Friday, June 11, 2021

Fight, Fight, Fight

I spent time yesterday reading more Florence Scovel Shinn, and realized why I had put her books aside sometime in the 90's...her language is so traditional! Even back then, it caused too much of a disconnect. What is so fascinating is that her ideas are still forward-thinking; I'm so fond of re-writing things, and maybe this should be my next assignment!

There are many ways in which I was fine-tuned by the pandemic time, and one of them is that I became hyper-sensitive to conflict, both actual "fighting" and the vocabulary of conflict. I had started writing about this in my blog before the shutdown, but during this last year when my only source of information was nightly TV news, I got to the point where my physical body began to tense up, even just hearing about the "fight against COVID". (It was the language of fighting that did it, not thinking about the disease itself.) All the pandemic vocabulary was the vocabulary of war. Nurses and doctors were on the "front lines", battle lines were drawn (both in terms of how the disease would be dealt with, and politically, between those who were on board with public health recommendations and those who were not). Patients leaving the hospital sometimes wore tee shirts with sayings l like, "I beat COVID". 

Last November, in my Goddess journal, this came through my pen: "I will never, ever ask you to fight for or against anything. Anything." This is pretty powerful stuff. The gist of it is, a fight response takes a person out of a place of love, and energetically pulls one down so that real "victory" is impossible. We may never know what would have happened if, societally, we had just said, "Ooh, interesting, a new virus" and gone on with our lives. And at this point, barring a huge spiritual and philosophical shift among humans, it may take many decades before we can approach a disease that fearlessly.

But perhaps this might be a good moment to consider, "What if the Divine One (however conceived) really wants us to stop fighting? -- each other, disease, nature, and animal life. What if we are being called to put aside all weapons, all wars, all disputes, all vocabulary of 'fight, fight, fight'? What if such pacifism was the only way to save the endangered Earth? Could we do it?"

Shinn addresses this in The Game of Life, sometimes using the word "resistance". "Resistance is Hell, for it places man in a 'state of torment'...so long as man resists a situation, he will have it with him. If he runs away from it, it will run after him." Basically, she says, face a situation calmly, call it "good", and it will dissolve. We have certainly gone through hell this last year or so. I tried to walk that fine line of honoring the medical field's recommendations while still, personally, practicing a mind frame of fearlessness. It is a challenging path, but not impossible.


§ WORK INSTRUCTIONS: Every record below should be written out exactly; pictures stay out.

§ MATERIAL PROVIDED:
···

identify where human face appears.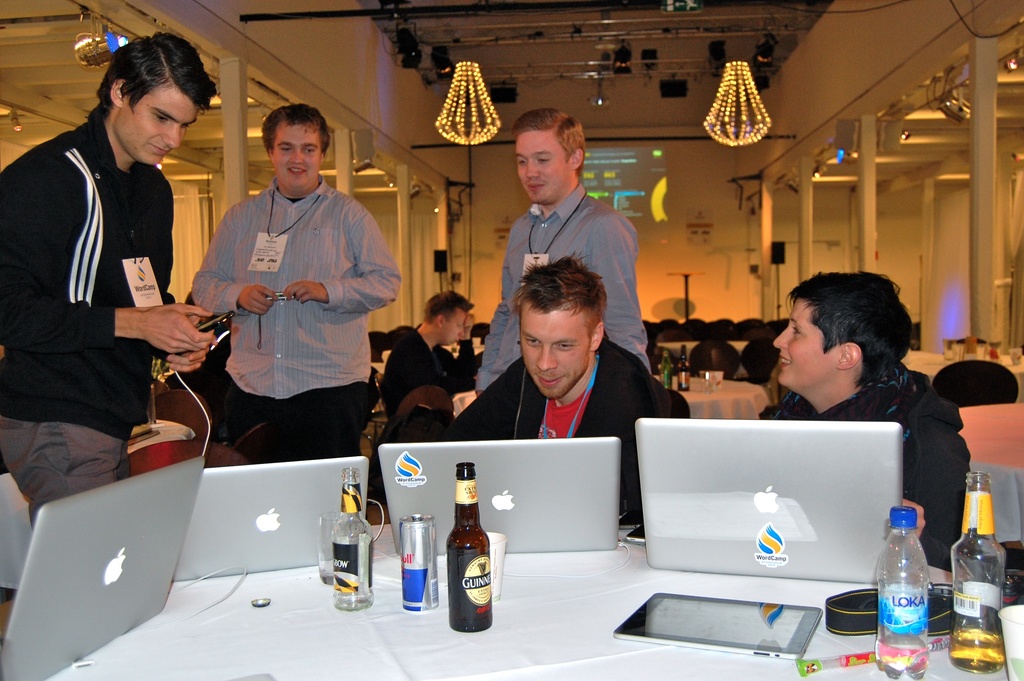
Appears at (523, 308, 589, 393).
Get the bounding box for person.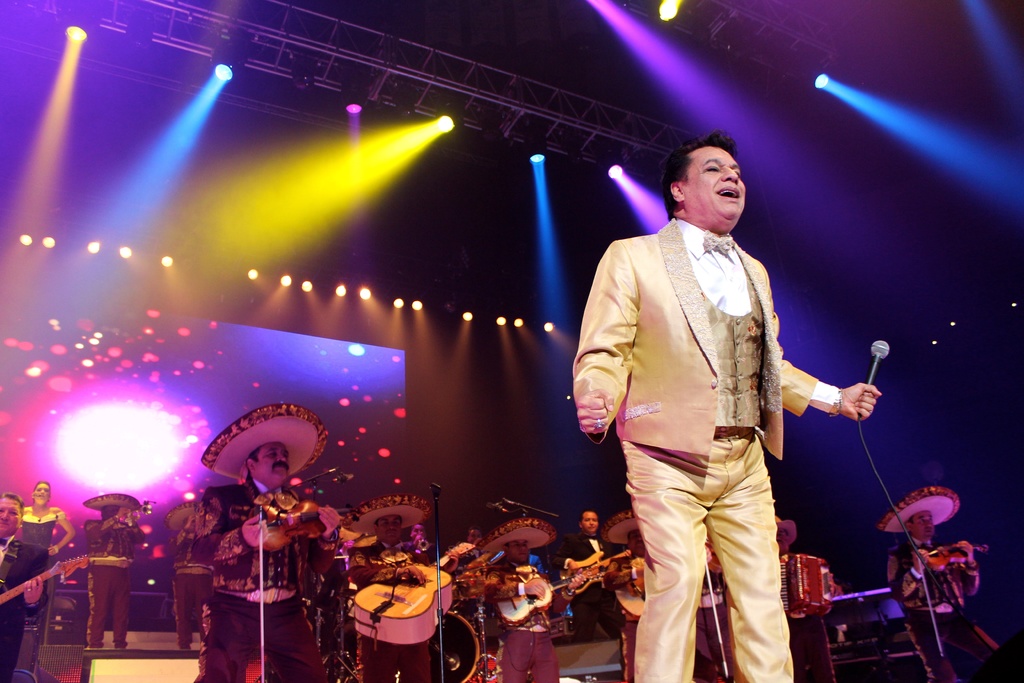
(24,477,79,671).
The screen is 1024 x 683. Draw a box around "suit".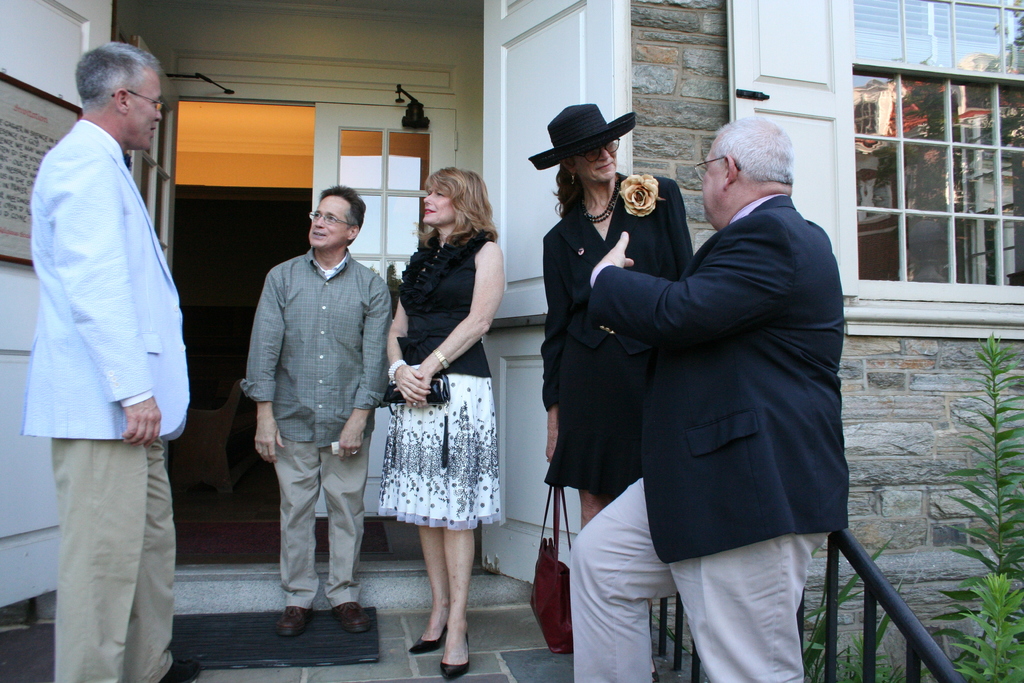
{"x1": 563, "y1": 85, "x2": 851, "y2": 663}.
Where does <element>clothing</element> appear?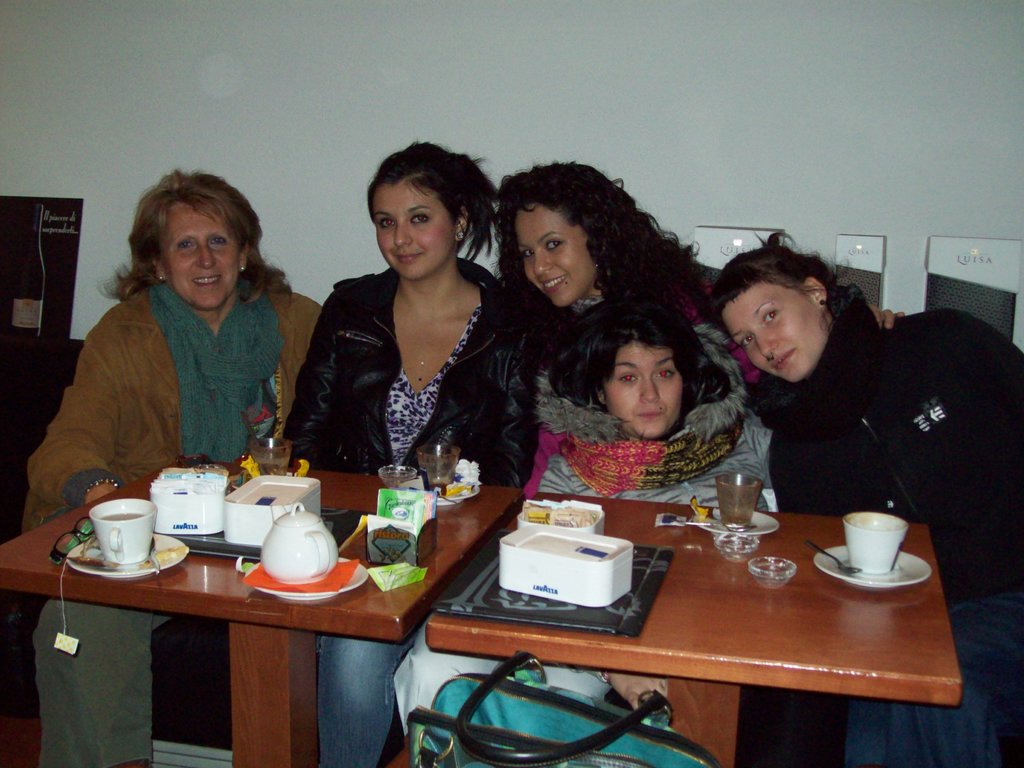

···

§ ANSWER AREA:
identify where human face appears.
Appears at (523, 308, 589, 393).
Get the bounding box for person.
(24,477,79,671).
The screen is 1024 x 683. Draw a box around "suit".
{"x1": 563, "y1": 85, "x2": 851, "y2": 663}.
Where does <element>clothing</element> appear?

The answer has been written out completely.